2 Utah 384 | Utah | 1880

Schaeffek, C. J.,

delivered the opinion of the court:

This is an action brought by the respondent against the appellant to recover damages for an injury done by the defendant below to the person of respondent, by the careless and negligent discharge of a pistol loaded with gunpowder and *386leaden balls. The manner of tbe shooting, and the circumstances under which it occurred, as detailed by the testimony, manifest such a reckless disregard for the life and personal safety of those within the reach of his weapon as to justify the legal inference that the act complained of was an unlawful and willful attempt to take the life of the respondent. A trial was had in the court below, and a verdict and judgment was obtained by the respondent against the appellant for two thousand five hundred dollars and costs of suit. The defendant brought the case to this court by appeal, and assigns for error:

First — The court'erred in overruling defendant’s objection to the admission in evidence of the bullets said to have been picked up in Baxter’s saloon.
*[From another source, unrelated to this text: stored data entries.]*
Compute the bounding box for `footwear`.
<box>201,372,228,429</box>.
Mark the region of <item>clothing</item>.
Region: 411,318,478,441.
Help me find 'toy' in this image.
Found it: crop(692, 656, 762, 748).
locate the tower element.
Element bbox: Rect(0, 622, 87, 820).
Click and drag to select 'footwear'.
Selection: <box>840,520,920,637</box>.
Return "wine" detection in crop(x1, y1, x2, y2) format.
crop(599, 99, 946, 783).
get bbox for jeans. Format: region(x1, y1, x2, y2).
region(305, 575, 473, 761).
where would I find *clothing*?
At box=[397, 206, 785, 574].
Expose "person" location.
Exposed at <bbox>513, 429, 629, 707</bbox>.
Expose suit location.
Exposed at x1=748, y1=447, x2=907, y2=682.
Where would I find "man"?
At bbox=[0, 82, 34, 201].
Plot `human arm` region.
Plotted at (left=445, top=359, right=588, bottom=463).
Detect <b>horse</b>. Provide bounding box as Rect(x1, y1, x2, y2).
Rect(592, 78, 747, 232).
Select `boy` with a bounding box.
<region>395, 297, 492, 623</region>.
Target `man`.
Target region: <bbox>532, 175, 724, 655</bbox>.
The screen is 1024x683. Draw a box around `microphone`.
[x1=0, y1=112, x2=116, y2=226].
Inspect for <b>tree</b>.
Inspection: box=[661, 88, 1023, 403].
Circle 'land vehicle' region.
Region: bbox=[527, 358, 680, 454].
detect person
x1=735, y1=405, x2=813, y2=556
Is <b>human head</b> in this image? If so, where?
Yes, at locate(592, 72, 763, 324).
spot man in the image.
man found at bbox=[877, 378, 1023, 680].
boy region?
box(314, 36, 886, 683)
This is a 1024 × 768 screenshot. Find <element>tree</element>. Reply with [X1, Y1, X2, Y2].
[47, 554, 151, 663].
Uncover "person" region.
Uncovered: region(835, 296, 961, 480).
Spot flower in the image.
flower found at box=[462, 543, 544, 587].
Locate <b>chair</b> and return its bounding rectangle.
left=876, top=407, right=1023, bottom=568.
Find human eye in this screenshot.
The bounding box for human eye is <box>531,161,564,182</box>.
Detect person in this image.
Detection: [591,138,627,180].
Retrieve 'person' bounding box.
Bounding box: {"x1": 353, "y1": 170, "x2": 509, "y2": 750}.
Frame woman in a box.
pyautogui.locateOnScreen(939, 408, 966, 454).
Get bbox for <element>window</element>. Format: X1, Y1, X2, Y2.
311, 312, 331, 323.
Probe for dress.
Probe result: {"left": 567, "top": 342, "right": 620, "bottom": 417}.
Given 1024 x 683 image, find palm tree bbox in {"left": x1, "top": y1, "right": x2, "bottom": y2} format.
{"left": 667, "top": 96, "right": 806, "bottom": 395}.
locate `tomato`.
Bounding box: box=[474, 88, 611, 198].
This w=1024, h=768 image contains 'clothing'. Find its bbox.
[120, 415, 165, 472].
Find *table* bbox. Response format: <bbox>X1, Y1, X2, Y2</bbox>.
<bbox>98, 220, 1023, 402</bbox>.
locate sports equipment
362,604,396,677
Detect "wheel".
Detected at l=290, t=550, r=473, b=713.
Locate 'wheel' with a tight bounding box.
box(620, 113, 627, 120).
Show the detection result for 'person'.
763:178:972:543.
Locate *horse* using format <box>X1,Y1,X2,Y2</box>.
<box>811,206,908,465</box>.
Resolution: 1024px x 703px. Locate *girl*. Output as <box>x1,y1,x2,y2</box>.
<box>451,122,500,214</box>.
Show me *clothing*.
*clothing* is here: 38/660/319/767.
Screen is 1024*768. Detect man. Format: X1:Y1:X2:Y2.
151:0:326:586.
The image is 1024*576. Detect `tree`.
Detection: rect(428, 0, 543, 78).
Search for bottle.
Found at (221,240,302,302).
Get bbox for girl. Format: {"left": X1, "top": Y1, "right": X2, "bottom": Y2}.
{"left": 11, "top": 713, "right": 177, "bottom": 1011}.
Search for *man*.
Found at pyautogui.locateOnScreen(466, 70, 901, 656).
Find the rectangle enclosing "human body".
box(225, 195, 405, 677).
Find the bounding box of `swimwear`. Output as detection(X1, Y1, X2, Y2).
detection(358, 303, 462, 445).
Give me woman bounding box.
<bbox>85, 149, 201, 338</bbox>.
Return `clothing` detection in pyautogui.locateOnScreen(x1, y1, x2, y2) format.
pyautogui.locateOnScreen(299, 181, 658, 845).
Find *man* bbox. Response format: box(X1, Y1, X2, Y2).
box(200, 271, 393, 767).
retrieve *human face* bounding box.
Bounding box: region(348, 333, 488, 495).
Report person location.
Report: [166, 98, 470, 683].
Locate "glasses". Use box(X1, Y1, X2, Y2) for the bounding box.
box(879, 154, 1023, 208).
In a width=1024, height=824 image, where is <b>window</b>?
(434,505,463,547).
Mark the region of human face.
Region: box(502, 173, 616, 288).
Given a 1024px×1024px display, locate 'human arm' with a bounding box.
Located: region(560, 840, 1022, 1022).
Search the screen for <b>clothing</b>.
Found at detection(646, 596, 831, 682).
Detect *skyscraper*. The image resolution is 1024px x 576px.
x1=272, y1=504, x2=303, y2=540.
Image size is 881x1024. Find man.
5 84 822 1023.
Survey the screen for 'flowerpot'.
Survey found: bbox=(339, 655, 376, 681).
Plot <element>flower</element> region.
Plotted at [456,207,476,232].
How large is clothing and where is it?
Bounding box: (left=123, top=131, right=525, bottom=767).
There was no error in receiving the bullets in evidence. They were proper evidence to go to the jury, and we think they would and probably did aid the jury in determining the controverted question as to whose pistol was the instrument by which the serious injury was inflicted.

Second — The main error, and in fact the only one relied on by the -appellant’s attorney in the argument of this case, is based upon the following instruction given by the court to the jury, to-wit: If the jury find for the plaintiff, they may, in computing the damages, take into consideration the expenses of his cure, and a fair compensation for the physical and mental suffering caused by the injury, and also compensation for any permanent reduction of the plaintiff’s power to earn money in the future.”

The special point in this instruction upon which the appellant charges error, is, as he alleges, that it instructs the jury to ‘consider the mental suffering caused to the plaintiff by the inj ury as a distinct and independent item in the computation of the measure of damages to be awarded to the plaintiff in case the jury find for him. This, we think, is a misapprehension of the meaning and force of this instruction. It is an attempt to separate the terms physical and mental where they *387were naturally and necessarily united. The instruction, as given, does not instruct the jury to consider mental suffering caused by the injury as a distinct item for which damages should be assessed, but it authorized the jury to take into consideration the suffering, both physical and mental, which were the immediate and necessary result of the injury in determining the amount of compensation which the plaintiff should recover in case the jury found for the plaintiff. The law is well settled that in an action like this, the plaintiff may recover for bodily suffering, and in connection therewith for such preceding and contemporaneous mental suffering as was directly caused by the injury. Sher. & Eedf. on Neg. 662-663, § 606: Seger v. Burkhamsted, 22 Conn. 298; Masters v. Warren, 27 Conn. 293; Canning v. Williamstown, 1 Cush. 452; Mason v. The Inhab. of Ellsworth, 32 Me. 271; Ill. Cent. R. R. Co. v. Barron, 5 Wall. 90; Sedgw. Measure of Dam. 648, note 2.

The third and only remaining assignment of error, that the verdict is against the law as given by the court on the question of contributive negligence, we think is untenable. There is no evidence tending to show that the plaintiff contributed, either by act or omission, to the injury, and there is evidence which shows that he was not in fault, and did not contribute to the injury.

We have not, from a careful inspection of the whole record, discovered any such error as should reverse the judgment herein. It is, therefore, affirmed, with costs.

EjieRson and Bobeman, J. J., concurred.